Pages

Wednesday, 11 June 2014

Category Theory, Society and Technology

Category theory is a mathematical formalism that can be used to represent many aspects of mathematics within a coherent framework that uses 'mappings' (i.e. arrows) between objects (i.e. points). It was formulated by Saunders Mac Lane in the 1940s - that is, at the same time as other remarkable mathematical and technological developments were taking place which led to the development of Cybernetics (from the Macy conferences in 1948) and the succeeding developments that span out of Von Neumann, Wiener, McCulloch, Shannon, Mead, Bateson and Ashby in economics, computer science, telecommunications, psychology, psychiatry, anthropology, philosophy, education, art, management science, and so on. The metaphor of 'mapping' would have found particular resonance with the functional transformations and feedback loops of computers, and indeed, Category Theory has its strongest foothold in computer science departments as an important formalism for thinking about algorithms.

My first encounter with it was when trying to understand some fascinating work by Louis Kauffman on "Time" at the American Society for Cybernetics. Kauffman presented a way in which time could be seen to be immanent in processes of perception, producing an elegant description that showed how the square root of minus one could be seen to be a "clock". Powerful stuff but quite challenging in the depth of its implications and importance (I am convinced that 'time' is one of the biggest problems in cybernetics - no mechanism works outside time! - and I'm not entirely convinced by Kauffman's explanation, but no doubt my understanding will deepen). My reticence in accepting Kauffman's  description of time partly revolved around my suspicion that cybernetics has not been entirely successful in dealing with 'absence'. Bateson wrote well about absence, but I still felt that the whole business of cybernetic 'difference' is too 'singular'. Differences to me are never 'points' - they are always surrounded by a context, much of which we can't see. Differences have dark matter.

But then a curious coincidence was encountering Alain Badiou's work. There's much in Badiou which is consistent with Critical Realism, which I have been interested in for a long time (but which also has some problems). Most importantly for me, Badiou too has dealt with absence. Equally important, he has taken on the problem of 'difference' - or what he prefers to call the 'event'. But the really cool thing about Badiou is he knows his maths - and in recent years, the branch of maths he has done most of his work is Category Theory. It's always when I get the same thing from two different places that I start to take a serious interest.

Since then I've been reading Badiou's recently published "Mathematics of the Transcendental", whilst glancing at Lawvere's "Sets for Mathematics" and other texts. Understanding emerges only slowly with this stuff. But the DIAGRAMS are fascinating. Here we have networks of lines and algebraic interpretations which say things about absence, and being. In fact, Lawvere has even written recently about Category Theory being able to characterise "becoming": phenomenology has always suffered from a lack of formalism (although Husserl's wrote some fascinating things about geometry).

Why are the diagrams fascinating? Because they look like social networks! In the early days of category theory and computer science, I guess the network that mattered was the wiring between components and the transformations that occurred. It seems to be that the archetypal image of computing now is the diagram of electronic utterances between people connected by a network, or the diagram of document terms in a corpus: the diagram of the relation of ideas. On the whole we are poor at thinking about the meaning of these topologies. Gordon Pask complained years ago that the digital computer fascinated us like a 'magic lantern' and actually stopped us thinking, rather than being a tool for thought. Von Foerster made a similar comment (in 1971!) that
"we have, hopefully only temporarily, relinquished our responsibility to ask for a technology that will solve existent problems. Instead we have allowed existent technology to create problems it can solve."
That was before the internet. Things are worse now.

The question is how to think about our existent problems. The problem is that technology is part of our existent problems. Social network diagrams and our poor understanding of what they mean are part of our existent problems. We need better ways of reasoning about the world, and by extension, reasoning about technology. That means using our analytical and critical capacities to dig into the underlying logic of what is happening to us. Maybe Category Theory can provide a way of doing that.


Retype all of the records precisely.

- Opening Delimiter -

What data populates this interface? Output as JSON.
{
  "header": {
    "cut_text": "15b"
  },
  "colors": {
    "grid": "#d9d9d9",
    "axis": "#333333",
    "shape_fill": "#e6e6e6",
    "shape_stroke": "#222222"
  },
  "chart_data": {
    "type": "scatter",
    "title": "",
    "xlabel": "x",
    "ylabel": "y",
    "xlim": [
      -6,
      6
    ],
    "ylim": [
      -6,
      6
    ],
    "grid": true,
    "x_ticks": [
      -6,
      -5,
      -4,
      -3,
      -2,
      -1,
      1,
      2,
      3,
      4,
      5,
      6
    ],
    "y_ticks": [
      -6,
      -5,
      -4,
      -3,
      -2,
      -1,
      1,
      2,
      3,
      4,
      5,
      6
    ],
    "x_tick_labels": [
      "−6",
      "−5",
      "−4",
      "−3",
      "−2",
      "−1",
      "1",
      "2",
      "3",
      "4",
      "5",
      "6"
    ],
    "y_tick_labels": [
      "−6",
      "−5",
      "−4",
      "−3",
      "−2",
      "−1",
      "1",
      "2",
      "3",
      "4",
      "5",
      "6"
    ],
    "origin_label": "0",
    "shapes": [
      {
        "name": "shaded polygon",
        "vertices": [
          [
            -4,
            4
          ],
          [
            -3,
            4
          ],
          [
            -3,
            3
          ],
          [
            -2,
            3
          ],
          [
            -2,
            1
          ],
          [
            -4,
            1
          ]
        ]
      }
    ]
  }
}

- Closing Delimiter -

[Expected output]:
What data populates this interface? Output as JSON.
{
  "header": {
    "cut_text": "15b"
  },
  "colors": {
    "grid": "#d9d9d9",
    "axis": "#333333",
    "shape_fill": "#e6e6e6",
    "shape_stroke": "#222222"
  },
  "chart_data": {
    "type": "scatter",
    "title": "",
    "xlabel": "x",
    "ylabel": "y",
    "xlim": [
      -6,
      6
    ],
    "ylim": [
      -6,
      6
    ],
    "grid": true,
    "x_ticks": [
      -6,
      -5,
      -4,
      -3,
      -2,
      -1,
      1,
      2,
      3,
      4,
      5,
      6
    ],
    "y_ticks": [
      -6,
      -5,
      -4,
      -3,
      -2,
      -1,
      1,
      2,
      3,
      4,
      5,
      6
    ],
    "x_tick_labels": [
      "−6",
      "−5",
      "−4",
      "−3",
      "−2",
      "−1",
      "1",
      "2",
      "3",
      "4",
      "5",
      "6"
    ],
    "y_tick_labels": [
      "−6",
      "−5",
      "−4",
      "−3",
      "−2",
      "−1",
      "1",
      "2",
      "3",
      "4",
      "5",
      "6"
    ],
    "origin_label": "0",
    "shapes": [
      {
        "name": "shaded polygon",
        "vertices": [
          [
            -4,
            4
          ],
          [
            -3,
            4
          ],
          [
            -3,
            3
          ],
          [
            -2,
            3
          ],
          [
            -2,
            1
          ],
          [
            -4,
            1
          ]
        ]
      }
    ]
  }
}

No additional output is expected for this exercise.